So for anyone who thought that I was going to write image manipulations by hand and discuss that… sorry, I used a package.
It’s been a while since I spoke about the endpoints so a quick refresher. Instead of having a single endpoint that will take the image and the name of a manipulation, I split each manipulation into its own endpoint so it will handle its own validation and I felt it would be easier for people to use.
I have since come to learn that this is not generally how things are done and that using a single endpoint makes it more ‘resourceful’. I am seriously contemplating redesigning the endpoints to work in this way, making it version 2 of the API. I also think it would be good practice to learn how to implement versioning in an API.
So the package that I used for the image manipulations is Sharp which made doing the manipulations much easier for me. After getting an image decoded, all I had to do was pass it into Sharp and use the specific manipulation I wanted (and add options if I needed it) and then do what I want with the manipulated image. Sharp has two main ways of getting back the image. First, you can get back an image buffer and do with that what you will and second, you can write the file to disk. For the latter, sharp allows you to pass a callback function which runs upon the write being completed so you don’t necessarily have to try and await sharp if you need to use the file that was written to disk. I only know this because I had initially designed the API to use the files written to disk rather than passing around a buffer and I had trouble locating the file because when I tried to return it, it would try to return it before the write was completed. Was a bit of a pain. I eventually solved the problem by passing Express’ request object into the manipulation function so that I could send the request in the callback function of the Sharp’s write file function.
By the way, I hope you cringed when you read that cause that wasn’t a great way of solving the problem but it was what I knew at the time. I eventually was able to write a much cleaner version of the manipulation functions but I’ll talk about that in a later article.
There are 5 manipulations I implemented in order the complete the app:
Resize (change the image’s size)
Blur (add a blur to the image)
Transform (transform the image based on parameters)

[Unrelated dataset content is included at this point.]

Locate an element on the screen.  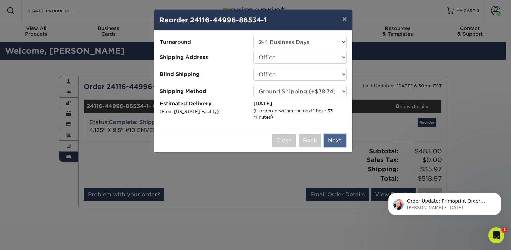
span: Shipping Address is located at coordinates (204, 57).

Greyscale (Made the image mostly gray colored)
Negate (reverse all the colors in the image)
The manipulations Blur, Greyscale and Negate have relatively the same implementation and are relatively short so I’ll talk about them first. Honestly, the ‘hardest’ part of these manipulations would have been decoding the base64 image. It was as simple as passing the image to the function, getting what it returned and then doing what I needed with that result. Resize was a bit more complicated because it had a parameter for the resizing. First of all, I enforced that an image can only be made smaller, not bigger. In my documentation, I joked that the Blood Contract I signed by attending an art school and learning digital art disallows me from knowingly making pixelated images. How I did the resizing was through a percentage which the user would pass. In Sharp, I could get the size of an image that I passed into Sharp and then use the scale the user gave me to get the new width and height and pass that into Sharp’s resizing function. A bit of work trying to figure out how to get the width and the height but not too much work.
Transformation was significantly harder.
So first of all, Transformation is not a single manipulation but potentially a collection of manipulations. In my head I figured that the user could specify all, some or only one of the manipulations and get back a result. To keep things simple, the manipulations I allowed in transformation was resize (since I’ve done it before) which is a number, rotation which is also a number, xAxisFlip which is a boolean and yAxisFlip which is a boolean. The hardest part was the validation for all these parameters. What I wanted was that if at least one of the parameters were present that you could use the manipulation and get a result. Not only did this make validation complicated but it also made running the manipulations a bit more complicated. I learned a bit more about how Sharp works in writing this function because what I ended up doing was doing the manipulation and just passing it back into the variable it was in. Now if a parameter wasn’t present, I’d just skip that manipulation but if it was present, I’d run the manipulation and pass in the values if needed.
Took a couple of days to get everything working but I was pretty happy with it. One of my prouder parts of working on this application.